Short of destroying genre lines entirely, I think that these games could revitalize a once high demand sector of video games. The later installments of the Shin Megami Tensei: Persona series — and Altus games overall — have garnered wide attention. Persona 3 and 4 captured my own attention in a way that I’d consider indentured servitude if it meant that Persona 5 would soon be within my grasp. Those games obviously pander to the same crowd by choosing a setting common to a lot of anime (a Japanese high school) but also explore themes and mechanics that we don’t commonly see in jRPGs. All of the main characters are nuanced characters and resist the stereotypical roles that other games would have shoved them into, and the games themselves have a macabre overtone. The Persona series might stick to the usual aesthetics of the jRPG, but the themes have matured with the crowd following the series instead of transporting them to the past. While saving the world is a part of it, Persona 3’s main allure is exploring the strength of interpersonal ties and what it means to live. In its sequel, you’re solving a murder mystery and entertaining LGBT issues with some of your party members. These aren’t topics that you’d find in your favorite SNES RPGs and their predecessors. This doesn’t devalue jRPG classics, but rather implies their time has come and gone.

Ultimately, the context surrounding Final Fantasy XIII-2 describes what feels like the drawn out death of a genre. Artistic risks are treated with extreme disdain and the most blatant fan service is encouraged. Games are just another arrangement of the same mechanics alongside a thin story that barely justifies their presence, and aren’t we past that? Given the hyperactive cycle of the game industry, fans eventually are going to get bored of playing the same ol’ thing, especially when other genres are adapting jRPG elements to fit into their own arsenals. That might describe how I’m feeling about jRPGs now, bored and slightly disgusted. Developers will find themselves scrambling (if they aren’t already) when fans abandon their monopoly on a tradition.

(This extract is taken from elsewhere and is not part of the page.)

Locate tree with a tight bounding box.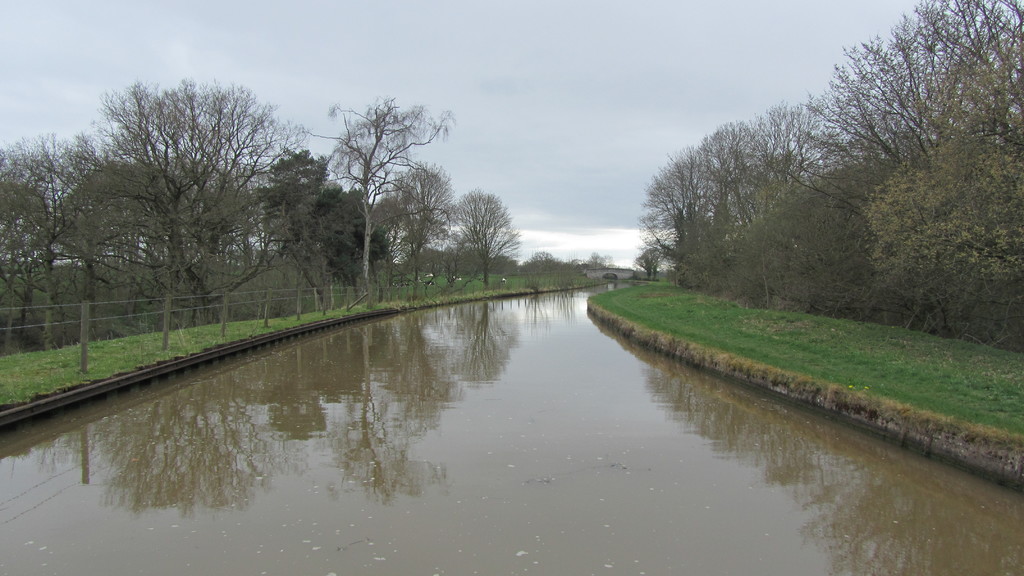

I think that jRPGs can be saved by risky behavior, as I see Persona 3 and 4 as large, smart risks. Dating sim and dungeon crawler? Nothing like what we’ve seen before and each iteration of the series opens up new possibilities for the interaction of these qualities. We hear about how the inclusion of minorities would alienate the player base, but the opposite actually happened with Kanji and Naoto in Persona 4. Instead, there was discussion about figuring out one’s sexuality and how the culture that a person lives in changes their relationship to gender. jRPGs have the maneuverability to pull off some out-there content, which Atlus consistently proves. While other RPGs struggle with immersing the player in a photorealistic fantasy world, jRPGs are inherently equipped to produce highly stylized, pleasantly bizarre head-trips. Unfortunately, looking at the jRPGs that have cropped up over the past few years, I see little evidence of breaking old habits. So I guess it’s goodbye for now.